Given records.
::::::::
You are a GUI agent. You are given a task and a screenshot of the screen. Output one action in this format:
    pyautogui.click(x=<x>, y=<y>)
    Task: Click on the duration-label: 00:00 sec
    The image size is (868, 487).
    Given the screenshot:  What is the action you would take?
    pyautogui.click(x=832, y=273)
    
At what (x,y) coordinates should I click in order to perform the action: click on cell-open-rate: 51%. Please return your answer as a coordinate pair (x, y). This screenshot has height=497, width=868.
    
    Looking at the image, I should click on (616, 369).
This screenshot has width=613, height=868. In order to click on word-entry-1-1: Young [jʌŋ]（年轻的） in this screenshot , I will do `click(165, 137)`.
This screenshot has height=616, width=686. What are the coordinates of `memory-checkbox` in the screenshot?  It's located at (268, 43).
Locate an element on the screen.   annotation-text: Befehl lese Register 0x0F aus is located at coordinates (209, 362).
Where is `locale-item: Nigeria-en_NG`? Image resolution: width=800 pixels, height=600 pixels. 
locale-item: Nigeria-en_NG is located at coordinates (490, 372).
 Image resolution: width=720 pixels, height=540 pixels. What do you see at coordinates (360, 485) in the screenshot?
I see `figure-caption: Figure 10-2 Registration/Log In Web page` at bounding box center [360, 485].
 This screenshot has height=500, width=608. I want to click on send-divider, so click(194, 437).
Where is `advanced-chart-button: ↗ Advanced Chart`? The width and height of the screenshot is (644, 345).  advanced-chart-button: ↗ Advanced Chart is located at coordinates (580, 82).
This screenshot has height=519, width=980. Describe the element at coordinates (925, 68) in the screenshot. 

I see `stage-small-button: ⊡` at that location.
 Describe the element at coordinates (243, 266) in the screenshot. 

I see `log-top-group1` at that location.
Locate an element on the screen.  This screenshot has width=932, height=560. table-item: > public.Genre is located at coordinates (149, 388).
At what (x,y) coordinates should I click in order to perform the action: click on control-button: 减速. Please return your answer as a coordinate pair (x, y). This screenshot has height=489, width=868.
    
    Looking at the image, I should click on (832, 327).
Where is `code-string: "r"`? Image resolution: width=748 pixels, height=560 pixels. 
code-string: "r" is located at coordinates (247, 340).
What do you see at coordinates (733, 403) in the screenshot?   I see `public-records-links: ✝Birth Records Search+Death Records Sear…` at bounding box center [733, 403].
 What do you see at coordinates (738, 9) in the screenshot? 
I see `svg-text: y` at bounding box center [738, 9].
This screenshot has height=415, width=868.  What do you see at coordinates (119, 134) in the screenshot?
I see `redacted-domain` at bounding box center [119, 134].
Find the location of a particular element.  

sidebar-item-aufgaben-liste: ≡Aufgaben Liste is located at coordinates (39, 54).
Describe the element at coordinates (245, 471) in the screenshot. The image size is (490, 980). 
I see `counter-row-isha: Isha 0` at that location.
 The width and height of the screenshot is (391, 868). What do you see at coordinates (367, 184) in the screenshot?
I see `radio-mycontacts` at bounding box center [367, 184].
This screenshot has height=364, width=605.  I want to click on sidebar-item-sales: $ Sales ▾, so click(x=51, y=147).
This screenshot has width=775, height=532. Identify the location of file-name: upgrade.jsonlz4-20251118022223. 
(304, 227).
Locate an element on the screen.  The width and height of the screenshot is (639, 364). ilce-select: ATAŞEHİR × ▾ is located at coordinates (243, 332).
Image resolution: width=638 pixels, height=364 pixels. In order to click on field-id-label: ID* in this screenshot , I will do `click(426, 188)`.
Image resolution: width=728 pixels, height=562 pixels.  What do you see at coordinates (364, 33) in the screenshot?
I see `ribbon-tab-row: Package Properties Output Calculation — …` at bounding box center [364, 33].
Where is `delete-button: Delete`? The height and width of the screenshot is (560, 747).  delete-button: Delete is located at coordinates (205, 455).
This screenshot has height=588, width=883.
::::::::
Find the lines above that hold "label", then copy each of them.

    Task: Click on the duration-label: 00:00 sec
Image resolution: width=638 pixels, height=364 pixels. In order to click on field-id-label: ID* in this screenshot , I will do `click(426, 188)`.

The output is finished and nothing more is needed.